Network considerations
SSH tunneling, once implemented, will add an extra round‑trip for each query. To keep latency low, the client will establish a single persistent tunnel per connection profile, reusing it for all subsequent operations. This mirrors how DBeaver handles SSH, but the implementation is deliberately lightweight: the tunnel is spawned as a child process of the Java runtime, and its lifecycle is tied to the UI session.
API patterns and extensibility
Minimal public surface
Free My Query exposes only two public APIs:
ConnectionProfile– a JSON‑serialisable object containing host, port, credentials, and optional SSH settings.CodeGenRequest– a structure that specifies the target table and desired language (currently Java only).

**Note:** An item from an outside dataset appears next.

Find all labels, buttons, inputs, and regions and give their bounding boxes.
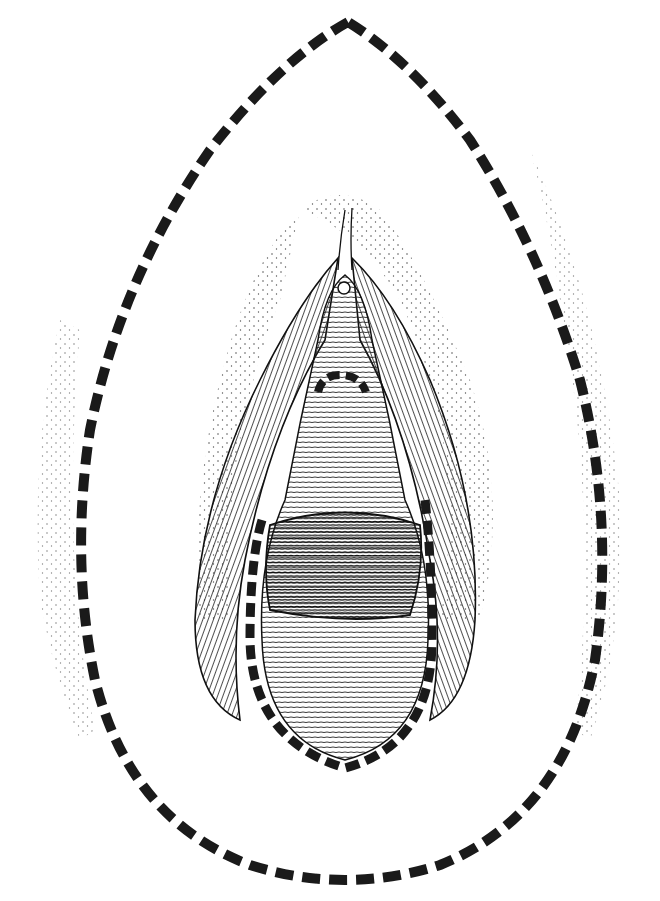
small-opening bbox=[338, 282, 350, 294]
illustration-canvas bbox=[0, 0, 660, 901]
anatomical-illustration bbox=[0, 0, 660, 901]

Both are consumed by the UI and can be persisted to disk, enabling a simple import/export workflow. Keeping the API surface small reduces the chance of breaking changes and makes future language extensions easier.
Plug‑in possibility
I considered a plug‑in system (e.g., OSGi) early on, but the added complexity outweighed the benefit for a single‑purpose tool. Instead, the code generator is deliberately template‑driven; adding support for another language is as easy as dropping a new template file into the templates/ directory and restarting the app.
Trade‑offs you need to know
| Aspect | Decision | Why it matters |
|---|---|---|
| Platform | Windows‑only desktop app | Guarantees low latency and native look, but excludes macOS/Linux users. A future Electron rewrite could broaden reach at the cost of memory overhead. |
| Schema caching | 30‑second in‑memory cache | Reduces load on production DB, but may show stale diagrams. Manual refresh mitigates the risk. |
| No‑code CRUD | Parameterised statements generated on the fly | Eliminates SQL syntax errors for simple operations, yet complex queries still require the raw editor. |
| SSH tunneling | Planned, not yet shipped | Provides secure remote access, but introduces extra failure modes (tunnel breakage, key management). |
| Extensibility | Template‑based code generation | Easy to add languages, but lacks deeper ORM integration that a full SDK would provide. |
Lessons learned for future distributed tools
- Keep the data path short – Direct DB connections avoid the latency of a middle‑tier API, but they also tie the client’s availability to the database’s network posture.
- Cache with intent – Caching schema metadata is safe as long as you surface staleness to the user. A version‑check query is cheap and pays off.
- Expose a tiny, versioned API – When you later decide to offer a SaaS version of the GUI, a stable JSON contract for connection profiles will make the transition painless.
- Plan for security early – SSH tunneling is a must‑have for production use. Embedding the tunnel logic from day one avoids retrofitting a fragile solution later.
Where to try it
Free My Query is available for download at freemyquery.com. The binary includes an installer, a quick‑start guide, and a sample ConnectionProfile JSON file. The source code lives on GitHub under an MIT license, so anyone can fork, add a new language template, or contribute a Linux build.
If you’ve wrestled with the same UI churn, give Free My Query a spin and let me know which feature saved you the most time. The next iteration will focus on multi‑platform support and a plug‑in hook for custom code generators.